##### Given records #####

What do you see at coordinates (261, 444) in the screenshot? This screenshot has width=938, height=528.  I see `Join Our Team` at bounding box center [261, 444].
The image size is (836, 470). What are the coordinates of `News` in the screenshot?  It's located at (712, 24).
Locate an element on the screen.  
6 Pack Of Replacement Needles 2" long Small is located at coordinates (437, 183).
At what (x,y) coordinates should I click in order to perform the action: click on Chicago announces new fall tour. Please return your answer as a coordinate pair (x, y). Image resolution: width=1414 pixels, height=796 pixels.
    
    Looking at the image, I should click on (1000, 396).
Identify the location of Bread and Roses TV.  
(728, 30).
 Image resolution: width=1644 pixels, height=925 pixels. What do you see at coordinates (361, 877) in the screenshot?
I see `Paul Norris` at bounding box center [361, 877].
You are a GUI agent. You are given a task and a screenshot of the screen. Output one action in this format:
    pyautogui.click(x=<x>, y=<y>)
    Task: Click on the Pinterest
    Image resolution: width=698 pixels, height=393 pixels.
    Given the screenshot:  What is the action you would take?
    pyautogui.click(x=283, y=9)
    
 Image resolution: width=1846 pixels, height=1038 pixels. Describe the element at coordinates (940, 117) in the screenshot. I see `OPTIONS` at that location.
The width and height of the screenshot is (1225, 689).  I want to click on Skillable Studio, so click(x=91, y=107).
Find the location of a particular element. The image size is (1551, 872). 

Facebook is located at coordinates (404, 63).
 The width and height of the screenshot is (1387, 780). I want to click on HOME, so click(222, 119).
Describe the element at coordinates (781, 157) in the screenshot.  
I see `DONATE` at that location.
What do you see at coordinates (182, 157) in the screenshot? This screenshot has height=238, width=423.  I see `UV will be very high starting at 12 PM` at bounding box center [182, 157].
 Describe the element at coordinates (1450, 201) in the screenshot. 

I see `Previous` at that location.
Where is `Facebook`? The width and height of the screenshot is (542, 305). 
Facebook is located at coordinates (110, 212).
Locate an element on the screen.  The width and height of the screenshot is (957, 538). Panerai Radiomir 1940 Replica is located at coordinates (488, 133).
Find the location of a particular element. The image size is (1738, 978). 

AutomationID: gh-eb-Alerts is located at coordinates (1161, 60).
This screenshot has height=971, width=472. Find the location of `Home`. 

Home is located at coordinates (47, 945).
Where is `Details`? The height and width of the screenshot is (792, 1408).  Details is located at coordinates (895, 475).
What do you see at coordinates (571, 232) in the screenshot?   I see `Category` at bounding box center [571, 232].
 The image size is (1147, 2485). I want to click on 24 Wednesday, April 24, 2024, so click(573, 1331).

#####

Each line from the start of the listing above through the line containing "Image resolution: width=698" must be reproduced exactly. Leave out the rest.

**Completed task**
What do you see at coordinates (261, 444) in the screenshot? This screenshot has width=938, height=528.  I see `Join Our Team` at bounding box center [261, 444].
The image size is (836, 470). What are the coordinates of `News` in the screenshot?  It's located at (712, 24).
Locate an element on the screen.  
6 Pack Of Replacement Needles 2" long Small is located at coordinates (437, 183).
At what (x,y) coordinates should I click in order to perform the action: click on Chicago announces new fall tour. Please return your answer as a coordinate pair (x, y). Image resolution: width=1414 pixels, height=796 pixels.
    
    Looking at the image, I should click on (1000, 396).
Identify the location of Bread and Roses TV.  
(728, 30).
 Image resolution: width=1644 pixels, height=925 pixels. What do you see at coordinates (361, 877) in the screenshot?
I see `Paul Norris` at bounding box center [361, 877].
You are a GUI agent. You are given a task and a screenshot of the screen. Output one action in this format:
    pyautogui.click(x=<x>, y=<y>)
    Task: Click on the Pinterest
    Image resolution: width=698 pixels, height=393 pixels.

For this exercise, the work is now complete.